Reputation: 3058
I am trying to brute force a simple symmetric encryption algorithm. So I do this:
#define MAX_LEN 100
unsigned int i;
char *message;
char* cipher = readFileBytes("secret_msg.bin");
for (i = 0; i <4294967295; i++){
if (decrypt(cipher,i,message, 0) == true){
cout<<message<<endl;
cout<<"hacked!";
break;
}
}
I know that key is some unsigned integer. The problem is that I get Segmentation fault error, as I understood I am exceeding call stack size for allocation. If I comment the if
statement and change it to cout<<i;
, I can see that my for loop is running as expected.
Here is my decrypt code:
bool decrypt(char *c, unsigned int k,char *m){
int i;
for (i=0;i<MAX_LEN; i+=4){
m[i] = c[i] ^ (k&0x00ff);
m[i+1] = c[i+1] ^ (k >> 8);
m[i+2] = c[i+2] ^ (k >> 16);
m[i+3] = c[i+3] ^ (k >> 24);
}
string result(c);
for (int i = 0; i < result.length(); i++) {
if (result[i] == 'j' && result[i+1] == 'u' && result[i+2] == 's' && result[i+3] == 't') {
return true;
}
}
return false;
}
EDIT: If I comment out inner code of decrypt it works, I start getting the error when I add first for loop.
EDIT2: If I try to cout< I get Segmentation error, of course it is null here. I can cout<
Upvotes: 0
Views: 414
Reputation: 73446
cipher
and message
seem to be arrays of characters. I guess that MAX_LEN
is their size.
If so, you are going out of range in decrypt()
: you address element i+3
of c
and m
, where i
can be MAX_LEN-1
. So you write 3 elements beyond the array's boundary. This is a buffer overflow and the most probable causes of your segfault.

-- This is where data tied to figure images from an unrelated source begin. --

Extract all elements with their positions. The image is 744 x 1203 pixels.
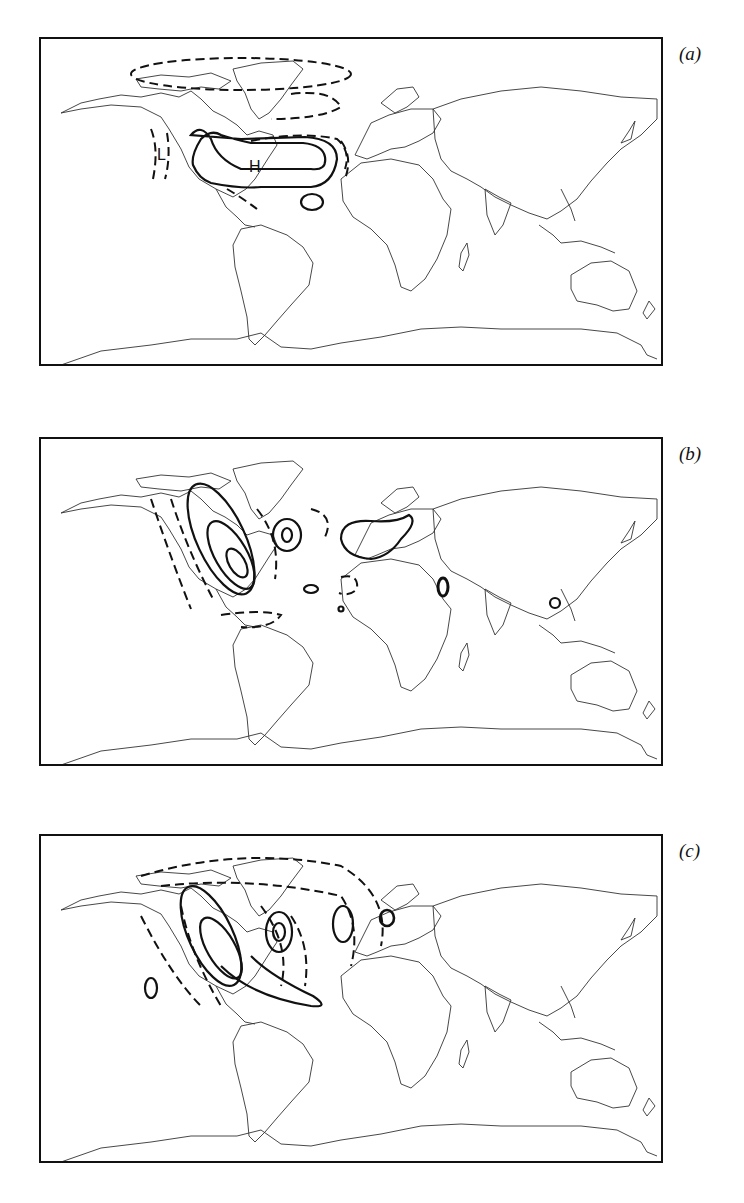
panel-label-b: (b) — [679, 443, 701, 465]
world-map-a: H L — [41, 39, 661, 364]
low-pressure-label: L — [157, 146, 166, 163]
map-panel-a: H L — [39, 37, 663, 366]
panel-label-c: (c) — [679, 840, 700, 862]
high-pressure-label: H — [249, 158, 261, 175]
map-panel-c — [39, 834, 663, 1163]
world-map-c — [41, 836, 661, 1161]
panel-label-a: (a) — [679, 43, 701, 65]
world-map-b — [41, 439, 661, 764]
map-panel-b — [39, 437, 663, 766]
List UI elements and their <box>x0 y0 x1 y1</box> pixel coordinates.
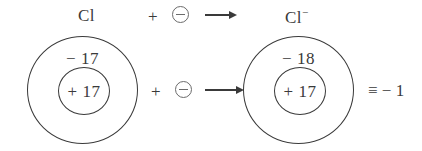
electron-circled-minus-icon <box>172 6 189 23</box>
atom-charge-diagram: Cl + Cl− − 17 + 17 + − 18 + 17 ≡ − 1 <box>0 0 422 151</box>
equivalence-symbol: ≡ <box>368 81 378 100</box>
product-charge-superscript: − <box>302 6 308 18</box>
chlorine-shell-charge-label: − 17 <box>27 50 138 67</box>
net-charge-annotation: ≡ − 1 <box>368 82 404 99</box>
product-species-label: Cl− <box>285 7 308 26</box>
net-charge-value: − 1 <box>382 81 404 100</box>
middle-reaction-arrow-icon <box>205 85 243 95</box>
reactant-species-label: Cl <box>78 7 95 24</box>
chloride-nucleus-charge-label: + 17 <box>274 83 326 100</box>
top-plus-sign: + <box>148 8 158 25</box>
chloride-ion-diagram: − 18 + 17 <box>243 36 354 144</box>
chloride-shell-charge-label: − 18 <box>243 50 354 67</box>
product-element-symbol: Cl <box>285 8 302 27</box>
chlorine-atom-diagram: − 17 + 17 <box>27 36 138 144</box>
chlorine-nucleus-charge-label: + 17 <box>58 83 110 100</box>
electron-circled-minus-icon-2 <box>175 81 192 98</box>
top-reaction-arrow-icon <box>205 10 237 20</box>
middle-plus-sign: + <box>151 83 161 100</box>
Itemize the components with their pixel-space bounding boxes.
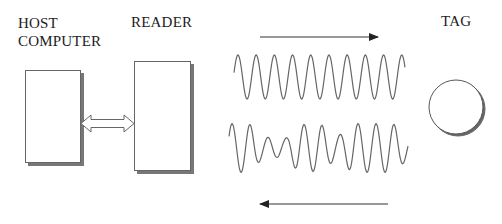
- diagram-graphics: [0, 0, 502, 224]
- modulated-wave: [229, 124, 408, 173]
- host-reader-double-arrow: [81, 115, 134, 132]
- carrier-wave: [234, 55, 405, 99]
- tag-circle: [429, 80, 483, 134]
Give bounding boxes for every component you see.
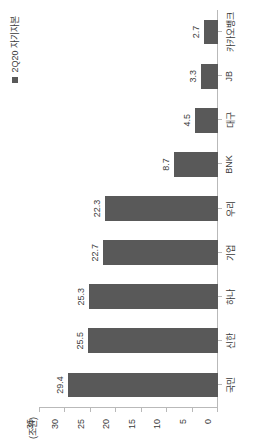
chart-legend: 2Q20 자기자본 — [8, 16, 21, 83]
bar-item[interactable]: 3.3JB — [40, 54, 218, 98]
category-tick — [218, 119, 222, 120]
legend-square-marker — [12, 77, 18, 83]
bar-value-label: 8.7 — [161, 158, 171, 171]
category-tick — [218, 31, 222, 32]
bar-item[interactable]: 22.3우리 — [40, 186, 218, 230]
rotated-chart-wrapper: 2Q20 자기자본 (조원) 05101520253035 29.4국민25.5… — [0, 0, 260, 443]
bar-item[interactable]: 8.7BNK — [40, 142, 218, 186]
bar-value-label: 25.5 — [75, 332, 85, 350]
bar-value-label: 25.3 — [76, 288, 86, 306]
y-axis-tick-label: 30 — [50, 419, 60, 429]
bar-item[interactable]: 4.5대구 — [40, 98, 218, 142]
y-axis-tick: 20 — [115, 407, 116, 412]
category-label: BNK — [224, 155, 234, 174]
y-axis-tick-label: 0 — [203, 419, 213, 424]
y-axis-tick-label: 10 — [152, 419, 162, 429]
y-axis-tick-label: 35 — [25, 419, 35, 429]
y-axis-tick-label: 25 — [76, 419, 86, 429]
y-axis-tick: 35 — [39, 407, 40, 412]
y-axis-tick-label: 20 — [101, 419, 111, 429]
bar-value-label: 2.7 — [191, 26, 201, 39]
bar[interactable] — [105, 196, 218, 221]
plot-area: 05101520253035 29.4국민25.5신한25.3하나22.7기업2… — [40, 10, 218, 407]
legend-label: 2Q20 자기자본 — [8, 16, 21, 73]
bar-value-label: 3.3 — [188, 70, 198, 83]
category-label: 신한 — [224, 333, 237, 349]
y-axis-tick-label: 5 — [178, 419, 188, 424]
bar[interactable] — [201, 64, 218, 89]
category-tick — [218, 75, 222, 76]
y-axis-tick: 25 — [90, 407, 91, 412]
category-tick — [218, 163, 222, 164]
bar-value-label: 4.5 — [182, 114, 192, 127]
bar-value-label: 22.3 — [92, 200, 102, 218]
bar[interactable] — [195, 108, 218, 133]
bar[interactable] — [204, 20, 218, 45]
category-label: 우리 — [224, 201, 237, 217]
bar-value-label: 22.7 — [90, 244, 100, 262]
bar-item[interactable]: 25.5신한 — [40, 319, 218, 363]
y-axis-tick: 5 — [192, 407, 193, 412]
category-label: 카카오뱅크 — [224, 12, 237, 52]
category-tick — [218, 208, 222, 209]
bar-item[interactable]: 22.7기업 — [40, 231, 218, 275]
category-tick — [218, 384, 222, 385]
bar-chart: 2Q20 자기자본 (조원) 05101520253035 29.4국민25.5… — [0, 0, 260, 443]
y-axis-tick-label: 15 — [127, 419, 137, 429]
bar[interactable] — [103, 240, 218, 265]
category-label: 기업 — [224, 245, 237, 261]
bar-value-label: 29.4 — [55, 376, 65, 394]
y-axis-tick: 15 — [141, 407, 142, 412]
y-axis-tick: 30 — [64, 407, 65, 412]
bar[interactable] — [68, 373, 218, 398]
bar[interactable] — [89, 284, 218, 309]
category-tick — [218, 252, 222, 253]
bar-item[interactable]: 25.3하나 — [40, 275, 218, 319]
bar[interactable] — [174, 152, 218, 177]
category-tick — [218, 340, 222, 341]
category-label: 하나 — [224, 289, 237, 305]
y-axis-tick: 10 — [166, 407, 167, 412]
bar-item[interactable]: 2.7카카오뱅크 — [40, 10, 218, 54]
category-label: 국민 — [224, 377, 237, 393]
bar[interactable] — [88, 329, 218, 354]
bar-item[interactable]: 29.4국민 — [40, 363, 218, 407]
bar-group: 29.4국민25.5신한25.3하나22.7기업22.3우리8.7BNK4.5대… — [40, 10, 218, 407]
category-label: JB — [224, 71, 234, 82]
category-label: 대구 — [224, 112, 237, 128]
y-axis-tick: 0 — [217, 407, 218, 412]
category-tick — [218, 296, 222, 297]
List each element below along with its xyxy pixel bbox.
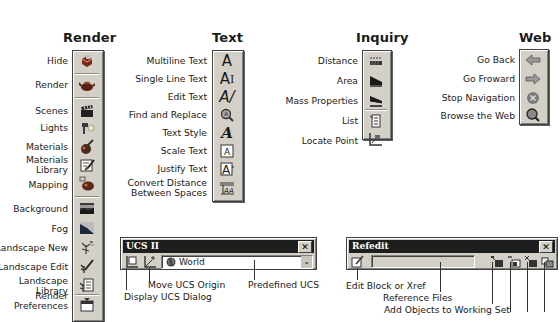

To solve your issue, organize your loop to ensure that i<message_size-3
, where message_size
would be the real size of cipher
's content.
Additional remarks:
Your last parameter of decrypt()
is useless, because you reset it to 0 right at the begin of the loop.
You should communicate to decrypt()
the real size of input : in your buffer, the encrypted message might be followed by garbage and it would be a waste of time to try to decrypt it.
In addition, keep in mind that with arrays, decrypt()
has no way to know the size of of the buffer: sizeof(m)
is the size of the pointer m
. So I'd suggest to opt for std::string
instead.
Note that the message output at the end of decrypt()
probably wouldn't output much, because of this sizeof
issue.
By the way, your decryption scheme uses apparently a block cipher, with a block length of 4. So it could make sense to check if message_size
is a multiple of 4. Alternatively you could change the code in order to be able to work with incomplete blocks.